Friday, October 21, 2011

2 POEMS WRITTEN IN PARIS AT THE BEGINNING OF THE WAR IN IRAQ

MARCH 2003 

Gusts of wind blow across the beach and with just one
final turn, the surf crashes against the shore.
They are crossing over now, breaking through the green waves
and white foam like flying fish glittering in the sun.
Death carries a long knife, there are shadows behind his eyes.

The Pentagon insists that once Iraq is disarmed,
the sanctions will come to an end.
But the dead will not be paroled from their prison cells
and their severed limbs will not grow back.
Death carries a long knife, there are shadows behind his eyes.



HIGH CONDITION (RED)

Air raid sirens sound as clouds of smoke billow over Baghdad;
and so it has begun, so that even now as flowers bloom
in pink, white and violet clusters, F/A 18 Hornets take off

from dark blue strips in the Mediterranean, their engines
emitting vapor trails that drift and then vanish into the desert sky;
and even now as women in white march in Jakarta

and protesters stand outside the Houses of Parliament in London,
a mother discovers the torso of her missing child
and blue on blue fire kills another marine.







Sunday, October 9, 2011

FOR AGNES AT THE CAFÉ

She didn’t like them was all she could say.
She didn’t like poetry
in general and didn’t like my poems in particular.
But why had she been so honest?
That was what I wanted to know.
I tried to tell her that I was reaching
for something unknown,
that I wanted to float up
out of my body

and out of the room and touch the heavens;
and then I remembered a moment in a café,
weeks before, so clear to me now,
when she looked away,
a crease appearing on her forehead
as she frowned,
as if I were speaking in tongues
or skywriting
with just a finger while flying in the dark.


**REQUIRED WORK**
Look for the word "icon" in the records, and copy each line where it appears.
════════
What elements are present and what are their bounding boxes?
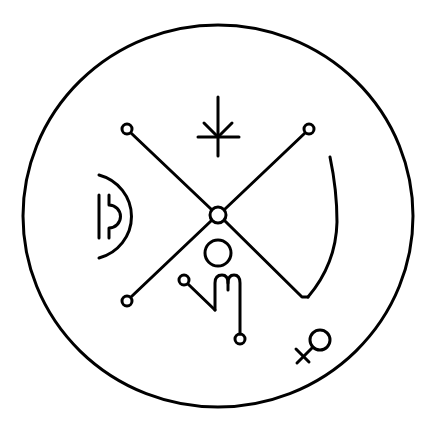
- arm-lower-right: [225, 221, 308, 297]
- scorpio-glyph-icon: [179, 275, 245, 344]
- head-circle-icon: [205, 240, 231, 266]
- sigil-diagram: Sigil: outer circle enclosing an X-shape…: [0, 0, 432, 427]
- star-asterisk-icon: [198, 97, 239, 156]
- arm-upper-right: [225, 133, 305, 209]
- arm-upper-left: [131, 133, 211, 209]
- crescent-arc-icon: [308, 157, 337, 297]
- venus-icon: [296, 330, 330, 363]
- ring-upper-left-icon: [122, 124, 132, 134]
- ring-lower-left-icon: [122, 296, 132, 306]
- moon-half-circle-icon: [99, 175, 131, 258]
- outer-circle: [23, 25, 413, 407]
- arm-lower-left: [131, 221, 211, 297]
- center-ring-icon: [210, 207, 226, 223]
- ring-upper-right-icon: [304, 124, 314, 134]
- sigil-svg: [0, 0, 432, 427]
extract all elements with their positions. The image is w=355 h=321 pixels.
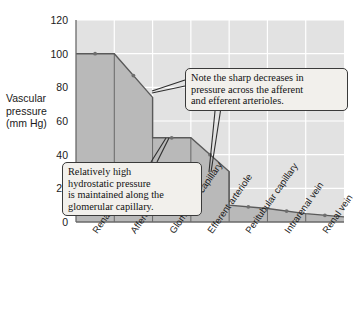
════════
**OUTPUT OF THE TASK**
- scorpio-glyph-icon: [179, 275, 245, 344]
- head-circle-icon: [205, 240, 231, 266]
- star-asterisk-icon: [198, 97, 239, 156]
- crescent-arc-icon: [308, 157, 337, 297]
- venus-icon: [296, 330, 330, 363]
- ring-upper-left-icon: [122, 124, 132, 134]
- ring-lower-left-icon: [122, 296, 132, 306]
- moon-half-circle-icon: [99, 175, 131, 258]
- center-ring-icon: [210, 207, 226, 223]
- ring-upper-right-icon: [304, 124, 314, 134]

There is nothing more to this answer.